After 2011 Japan tsunami, Hawaii photographer captured images of loss and resilience

Updated: Mar. 10, 2021 at 6:04 PM HST

HONOLULU, Hawaii (HawaiiNewsNow) - Ten years ago, a massive earthquake rocked Japan.

The magnitude-9.0 quake triggered a deadly tsunami that ravaged coastal communities, including Mei Ito’s home town of Onagawa.

“The wave washed out almost 80% of the houses,” she said.

Nearly 20,000 people were killed. Huge areas lay in ruins.

“It really hits you when you see it for yourself,” Hawaii photographer Ray Tabata said.

One year after the natural disaster, he began what would become annual visits to Japan’s hardest hit areas.

“By then a lot of the debris was already cleaned up. But even then, you look at the devastation. These whole areas were just wiped out,” he said.

With his camera, he documented what he saw.

“I have a picture of a busted up bicycle in the foreground, and in the background is this ship. It shows you that the tsunami carried these ships pretty far inland,” he said.

After the tsunami, the Japan-America Society of Hawaii partnered with other organizations to raise about $4 million in disaster relief funds for Japan.

JASH president Reyna Kaneko said donations poured in from all over the state and from the mainland.

“I think everybody around the world felt the pain that the Japanese in the Tohoku region were experiencing,” she said.

JASH also coordinated the “Rainbow for Japan Kids” program that brought hundreds of middle school and high school students from Japan’s devastated areas to Hawaii to rest and recuperate.

Ito was one of the youngsters who made the trip.

“We did camping and we visited a beautiful beach,” she said.

It was the first time she touched the ocean after witnessing the destruction of the Japan tsunami.

Over the years, Tabata has taken thousands of photographs on his yearly trips to Japan to commemorate the anniversary of the disaster.

“I’ve always enjoyed photojournalism,” he said.

His photographs show areas that have not been rebuilt and areas that have improved. But it’s the people he has met and photographed that have made the biggest impression.

“These are the survivors,” he said. “Many of them lost families and friends because whole communities were destroyed.”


Take the listing below and output it exactly, with no images.

= Beginning of Section =

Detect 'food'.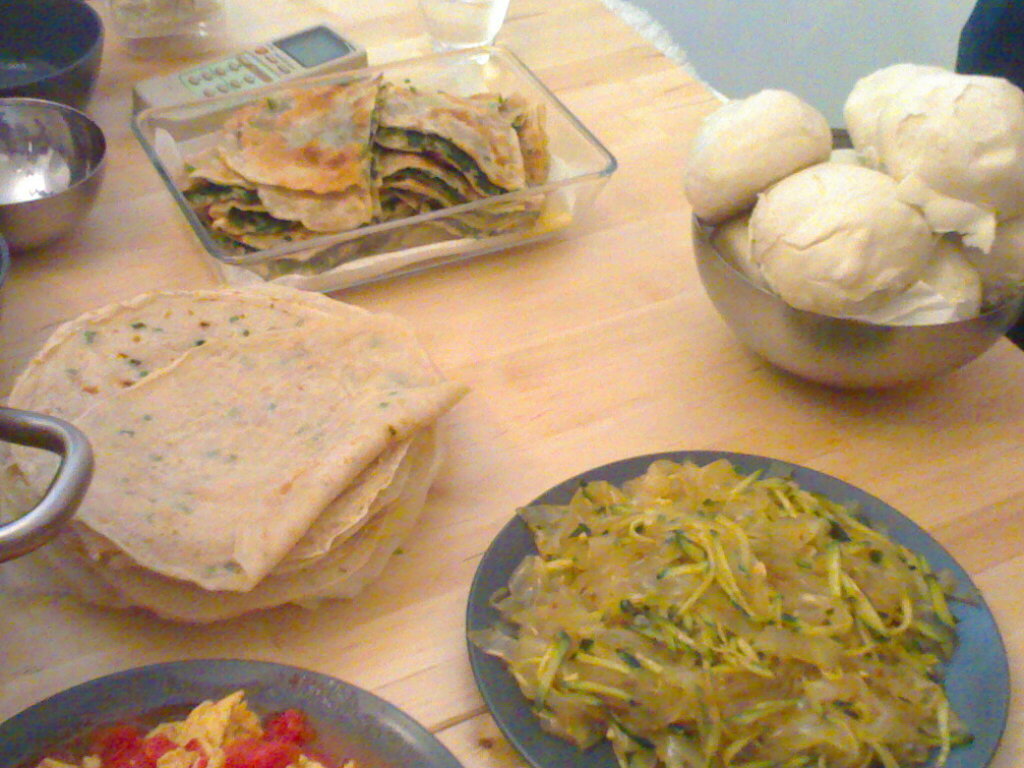
Detected at 485,439,969,767.
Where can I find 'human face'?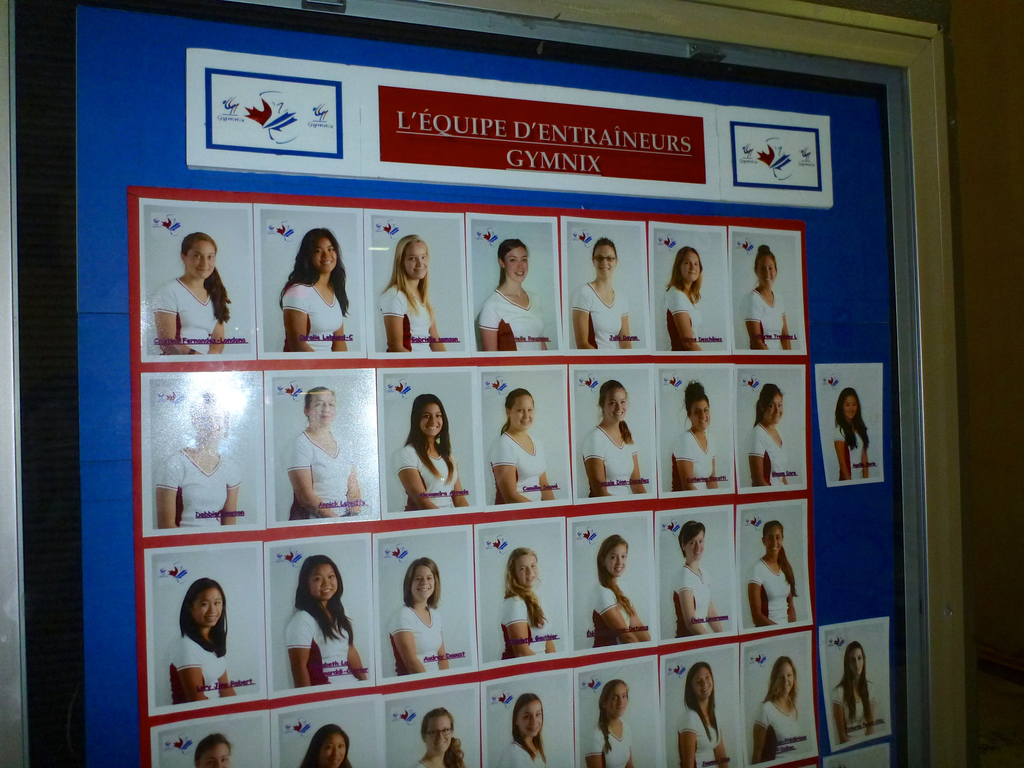
You can find it at bbox=(765, 528, 781, 559).
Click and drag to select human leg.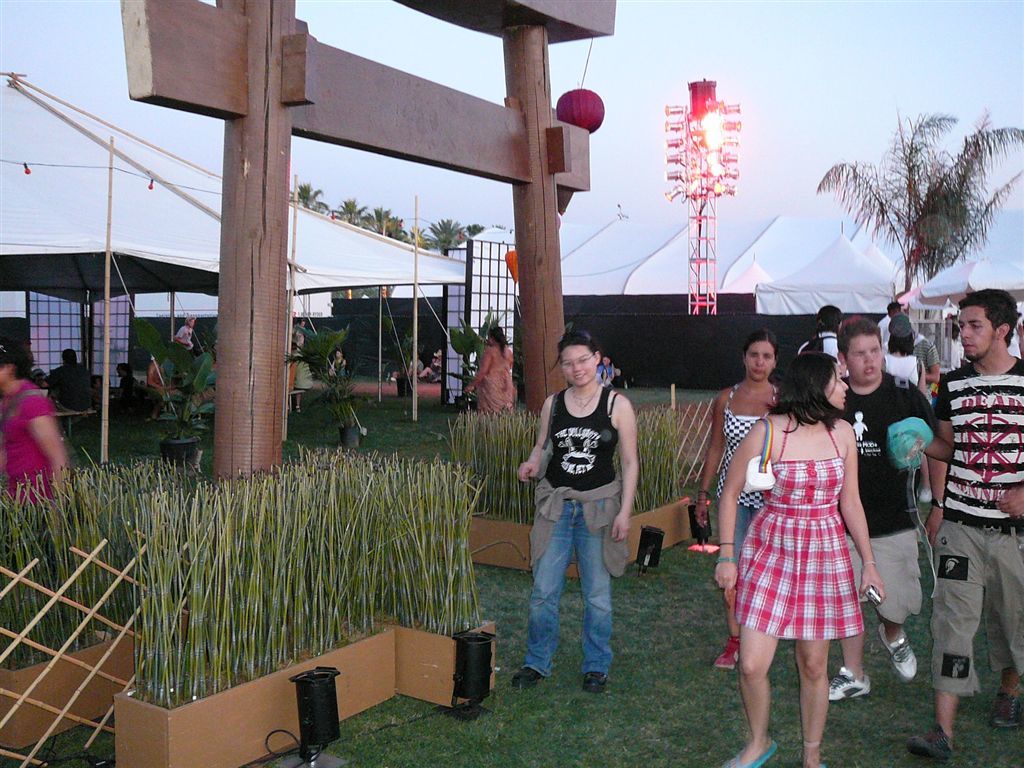
Selection: 996,527,1023,727.
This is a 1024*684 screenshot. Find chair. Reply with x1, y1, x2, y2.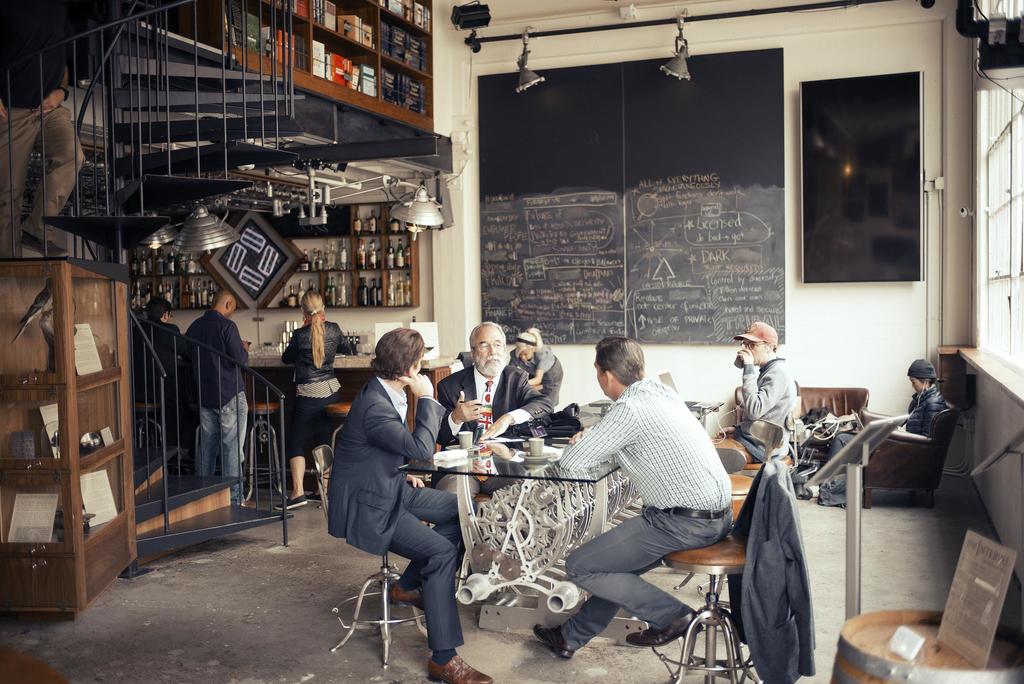
653, 457, 818, 683.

= End of Section =

◆ **SOLUTION FOR THIS TASK**:
Detect 'food'.
Detected at 485,439,969,767.
Where can I find 'human face'?
You can find it at bbox=(765, 528, 781, 559).
Click and drag to select human leg.
Selection: 996,527,1023,727.
This is a 1024*684 screenshot. Find chair. Reply with x1, y1, x2, y2.
653, 457, 818, 683.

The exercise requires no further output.